Dominic Garcia became a deputy chief investment officer at 24, spent his 30s investing $5 billion into hedge funds, and won the CIO job for his home state’s pension plan at just shy of 40. Now the real test begins.
Garcia has observed a successful public fund tenure firsthand. His mentor and former boss David Villa — CIO of the State of Wisconsin Investment Board — propelled SWIB into the top tier of global institutional investors. Insiders see the fund as a peer of the elite pension investors of Canada and the Netherlands, such as the Ontario Teachers’ Pension Plan, the Canada Pension Plan Investment Board, APG, and PGGM. Only a handful of U.S. organizations might credibly claim the same.
Garcia met Villa in 2007 at a gathering for state CIOs, early in Villa’s tenure and while Garcia was still a young investment deputy at the Public Employees Retirement Association of New Mexico (PERA). Villa had grown up in Albuquerque. Both had left the state for top universities. Neither was much for small talk. “We just started talking about what he wanted to do,” Garcia remembers. “I told him my thoughts about his vision for the fund and my philosophy on portfolios.”
Villa evidently liked what he heard, or at least he liked the young New Mexican bold enough to share his opinions. “Sure enough, a few months later I got a call from a headhunter and that was it,” Garcia remembers. “I moved up to Wisconsin very shortly thereafter. I started off as a portfolio manager for the fixed-income book. Actually, my first day on the job was the week Lehman failed.”
With markets in crisis, the two chose to postpone capital commitments for SWIB’s planned hedge fund portfolio. Thus constrained, Garcia instead had to focus on building the right operational and philosophical infrastructure to support a new investment program.
Now, back in New Mexico as CIO of PERA, he’s following much the same process. SWIB publicly congratulated Garcia when news broke of his appointment in August 2017. “This is a great opportunity for Dominic,” a spokesperson said. For an investor accustomed to $1 billion-plus five-year surpluses, it’s also a turnaround.
PERA’s $16 billion pension fund has $5 billion less than it needs, and a track record of underperforming its benchmarks. The PERA trustees have tried hiring a conventional, patient, middle-aged investment chief who’d done the public fund CIO job already. Indeed, the fund’s last CIO got poached to lead Los Angeles County’s $50 billion retirement system.
This time the PERA trustees and executive director picked a native son, who comes home with a model and a mission: Wisconsin-style investing to benefit New Mexicans. Alpha’s Leanna Orr spoke with Garcia by phone in early February from his new offices in Santa Fe.
Alpha: You’re closing in on six months as New Mexico’s CIO. How was your experience of opening the hood on this portfolio — your new portfolio — and discovering all of what’s there?
Dominic Garcia: I’ve been here four months, starting in September of last year.
Alpha: Britt Harris says it took him a full six to get a firm grip on UTIMCO — University of Texas Investment Management Co. — and he’s Britt Harris.
Garcia: I think in terms of the Dewey planning model. When you’re looking to achieve anything, you’ve got to start off with an assessment of the current state. That hopefully can feed into your vision for the future. Then you get into means planning, followed by implementation, and finally back to evaluating and adjusting your implementation.
The current-state assessment was not just of the portfolio. I hold up Wisconsin as a model pension system in the U.S. — and frankly, I think over at Wisconsin they would compare themselves against the Canadians and the Dutch and Australians. During my nine years or so there, I was exposed to the best systems in the world and interacting with the Canadians, the Dutch, and what’s going on in Wisconsin.
The biggest takeaway from living those best practices day to day? It’s not just about the portfolio; it’s the whole institution. And for the whole institution, my goal here at New Mexico is to embed a culture of success and to make success sustainable throughout the entire system. Based on what I learned in Wisconsin, I break down that institutional model into parts.
First, governance: The SWIB governance is great and is worth modeling. Second, they’ve built a robust business model and are able to attract and retain talent. The CIO is able to manage in this robust environment and is then able to integrate in best practices across the entire portfolio and at the end of the day produce results.
When I came here, that’s my base or benchmark, and I compared where we’re at on all those levels. We can do better. But the great benefit that I’ve seen here is the commitment and talent of the staff. Everyone understands the importance of this pension system to a small state. And that’s a guiding principle I’ve seen for the staff, and one I want to invest in. That’s part of our edge.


▸ Exercise goal
From the entries below, copy every line where the string "Events" appears.

┌────────

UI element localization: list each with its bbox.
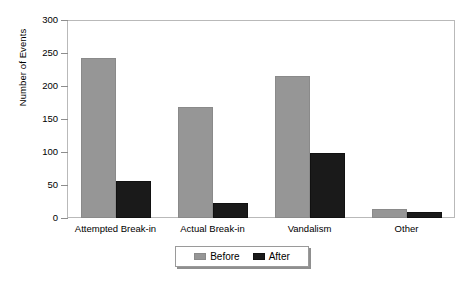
legend-item-after: After [253, 252, 290, 262]
y-axis-title: Number of Events [17, 8, 28, 128]
legend-label-before: Before [210, 252, 239, 262]
bar-before [275, 76, 310, 218]
y-axis-tick-label: 250 [18, 48, 58, 58]
legend: Before After [175, 246, 309, 267]
bar-after [213, 203, 248, 218]
bar-after [407, 212, 442, 218]
y-axis-tick-label-wrap: 50 [12, 180, 58, 190]
y-axis-tick-label: 100 [18, 147, 58, 157]
y-axis-tick-label: 150 [18, 114, 58, 124]
legend-item-before: Before [194, 252, 239, 262]
x-axis-category-label: Other [358, 223, 455, 234]
legend-swatch-after-icon [253, 253, 265, 260]
bar-chart: Number of Events 050100150200250300 Atte… [0, 0, 476, 285]
x-axis-category-label: Attempted Break-in [67, 223, 164, 234]
y-axis-tick-label: 200 [18, 81, 58, 91]
y-axis-tick-label-wrap: 0 [12, 213, 58, 223]
bar-after [116, 181, 151, 218]
y-axis-tick [61, 218, 68, 219]
y-axis-tick-label: 50 [18, 180, 58, 190]
y-axis-tick-label-wrap: 200 [12, 81, 58, 91]
bar-after [310, 153, 345, 218]
x-axis-category-label: Vandalism [261, 223, 358, 234]
x-axis-category-label: Actual Break-in [164, 223, 261, 234]
bar-before [372, 209, 407, 218]
bars-layer [67, 20, 455, 218]
y-axis-tick-label: 0 [18, 213, 58, 223]
y-axis-tick-label-wrap: 250 [12, 48, 58, 58]
y-axis-tick-label-wrap: 300 [12, 15, 58, 25]
bar-before [81, 58, 116, 218]
bar-before [178, 107, 213, 218]
y-axis-tick-label-wrap: 150 [12, 114, 58, 124]
legend-label-after: After [269, 252, 290, 262]
legend-swatch-before-icon [194, 253, 206, 260]
y-axis-tick-label: 300 [18, 15, 58, 25]
y-axis-tick-label-wrap: 100 [12, 147, 58, 157]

└────────

▸ Answer
y-axis-title: Number of Events [17, 8, 28, 128]
bar-chart: Number of Events 050100150200250300 Atte… [0, 0, 476, 285]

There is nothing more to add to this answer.